HA systems share the first drawback with local disaster recovery solutions. A loss of the physical site could result in the destruction of the backup systems as well as the production systems.

You can avoid this by either replicating data off-site (to much fewer servers and with much less infrastructure) and/or by removing tape backup media to off-site storage locations. Either of these steps can provide the ability to recover from both small and data-centre-level disasters, albeit with different recovery point objectives.

The second drawback is that failover solutions of any kind -- both local and remote -- are much more complex than simple DR solutions. You must configure additional server systems to stand in for one or more production systems, keeping in mind that some systems will not support many-to-one failover.

While this drawback is not necessarily difficult to overcome, you can't overlook it. Make sure to prepare for the implementation with training, professional services, and other methods of getting over the learning curve.

HA systems allow organisations to fail over much faster than remote failover, and they offer a greater level of protection for critical systems than DR alone. If you can overcome the complexity issues involved in the implementation -- and still plan effectively for site-wide disasters -- you can create a solution that meets the needs of your organisation and the bottom line as well.

Talkback

High Availability
Applications which on a day-to-day basis must have little-or-no down time, must be provisioned robustly within the data center to provide a Service Level said to provide “high availability” for the system (e.g., Availability: 99.9%-99.999%, Response Time: 1-4 seconds, Transaction Volume 99.9%-100%).

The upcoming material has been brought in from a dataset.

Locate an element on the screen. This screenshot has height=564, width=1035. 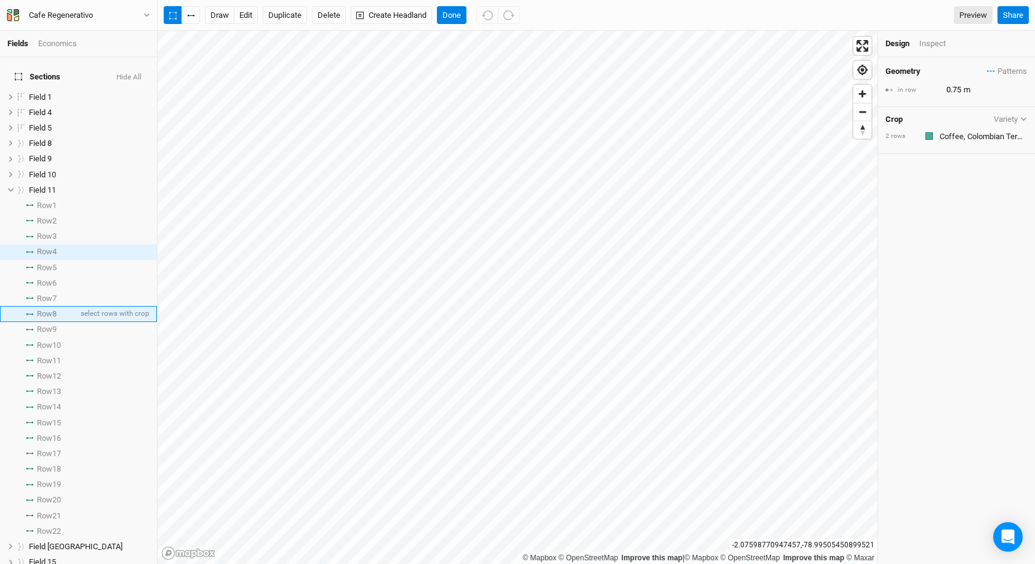
input: Coffee, Colombian Terraced Arrabica is located at coordinates (982, 136).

A robust technical design within a data center for an application which provides high availability, however, does not provide a viable disaster recovery capability for the application, as a disaster recovery solution must be able to recover the system within an acceptable amount of time (as set by the supported Business Units)even in the event of a total data center loss.

Disaster Recovery Vs High Availability

Disaster recovery planning and provisioning for an application, ensures that regardless of what disaster befalls an application, its data center, or its infrastructure, the application can be recovered to acceptable functionality within an acceptable amount of time as defined by its supporting business unit(s). Thus, disaster recovery planning and provisioning must utilize a remote location for recovering the application.

Disaster recovery solutions can be expensive. Generally speaking the quicker the recovery time objective (RTO), the more expensive the disaster recovery provisioning will be. For that reason, an application/system disaster recovery time must be set in terms of the maximum outage that the company can afford before severe, crippling, or long term adverse impacts are incurred by the company. To set the RTO quicker will often result in the cost of provisioning a disaster recovery solution to meet that RTO being prohibitive, or exceeding the risk being mitigated.

Last, where a system is so critical to the survival of the company that virtually no down time under any circumstances is acceptable, lest the company potentially fail, high availability disaster recovery provisioning (split processing, mirroring) becomes a part of the overall high availability solution for the system.